The Ipsos MORI chief executive reflects on the 'lost decade' we face, considers the impact of new technology on his industry, and discusses people's reaction to their data being used by marketersMondayThe start of the week sees me meeting for a flat white – always a vital part of the day – at a new coffee shop in Soho that I found with an iPhone app. I am here to discuss people issues with my global head of talent. Like any business of our size – about 16,000 people in 85 countries – having the right people in the right places is a constant challenge. Then off to the divorce courts. After 4 years apart, my ex-wife wants clarity over the money. So: six hours in a grim office block paying £600 an hour for the privilege of bitter arguments and nobody happy. After that, things get better. I travel by Eurostar to dinner in Paris with my colleagues from Ipsos in France, Italy, and the United States to discuss our international social research work at a rather glam brasserie in Montparnasse.
TuesdayOn Valentine's Day my French, Italian and American colleagues and I reflect on the 'lost decade' we all face, to an audience of clients, journalists and politicians at the Petit Palais by the Champs Elysee, before a meeting with my French boss to discuss budgets. We recently bought Synovate, one of the top five global research companies, and have been integrating them into Ipsos over the last few months. There are endless logistical, people, legal and information technology issues as we do this, but it has been really exciting seeing their people start working almost immediately pretty seamlessly with our teams, as we bring the various offices across London together.

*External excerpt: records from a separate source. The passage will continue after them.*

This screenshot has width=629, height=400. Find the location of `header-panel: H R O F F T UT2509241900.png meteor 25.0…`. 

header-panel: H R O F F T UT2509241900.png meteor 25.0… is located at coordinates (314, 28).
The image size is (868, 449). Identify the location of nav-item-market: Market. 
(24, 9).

WednesdayToday is our first 2012 directors meeting – we have hundreds of people across six sites in the United Kingdom – looking at some of the new technologies we can now offer. The one that offers live coding of objects is very exciting. We no longer need to ask people what products they use: they can simply photograph them on their smartphones and we can accurately code what they have bought or are looking at automatically. It saves having to ask people to remember things. Our industry is now at a tipping point. We spent much of the 1970s arguing about whether it is possible to accurately undertake surveys via telephone – obviously a great deal of work, including our political research, is now done this way as a matter of course. In the last century and this century our industry has been divided over whether one can make internet surveys fully representative. Now we are questioning the role of surveys themselves, when, with an explosion of mobile digital channels, we can understand a lot of what people are doing and talking about by various forms of passive measurement. We can already predict the winner of shows like the X Factor simply by an analysis of what people are saying about the competitors online.

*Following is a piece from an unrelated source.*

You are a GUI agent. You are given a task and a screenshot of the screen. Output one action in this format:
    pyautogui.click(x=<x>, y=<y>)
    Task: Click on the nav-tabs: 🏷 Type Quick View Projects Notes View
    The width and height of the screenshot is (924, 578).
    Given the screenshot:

ThursdayThere are huge implications for all this new technology. Today I speak at the Social Media Governance Forum in London on how consumers feel about their privacy and data and the way it is being used by marketers. The answer seems to be that the public hold very mixed views. Most accept some loss of privacy for convenience but want to feel in control over who has access to what. My issue with this is whether 'informed consent' is when someone clicks on a box without reading pages of legalese, which may or may not vest the software provider with all sorts of rights they never imagined.
FridayToday is mostly meetings with colleagues over budgets – it is that time of year – as well as a regular radio interview on the latest trends in public opinion. Then lunch, courtesy of the ABPI, the body for the UK pharmaceutical industry, at Locanda Locatelli. I am a huge fan of Italian restaurants. In my job, I spend a lot of time in meetings with clients and senior colleagues, and it is always easier to meet people over food. I agree to speak at their annual conference in April on how the National Health Service is changing. We have a dedicated unit at Ipsos MORI that specialises in patient experience and public attitudes to the NHS, and so far, despite huge furore over government reform plans, the public remains much happier with the service than a decade or more ago – and so they might, given that spending on it has doubled.
SaturdayThe day starts with cooking eggs with chilli from a recipe I picked up in Istanbul, with my girlfriend, before lunch with my son at Lucky Seven in Notting hill. It is an ersatz but good burger bar. We discuss his course work and fashion, and I try to get him to talk about his girlfriend, without any luck. The evening involves more cooking with my girlfriend and then slumping in front of the television drinking a great Italian red. Terrible I know, but after the week I have had…
SundayAfter more cooking – I can see a theme developing here – we go off to look at Kensal Green Cemetery. It is an excuse to get out and get some exercise, and ticks all the boxes for me of vague sentimentality, architecture and art. The mid-Victorians spent the equivalent of millions on funeral monuments and we enjoy capturing angels in various desperate poses before I have to go and see my mum, who is 76 and recently had a stroke. We mostly communicate during the week by email – she is an avid iPad 2 user, but her illness is a good reminder that one's family really matters and you never know what will happen. All too soon it is Sunday night and I am doing slides for my next speech, chasing reports and talking to colleagues.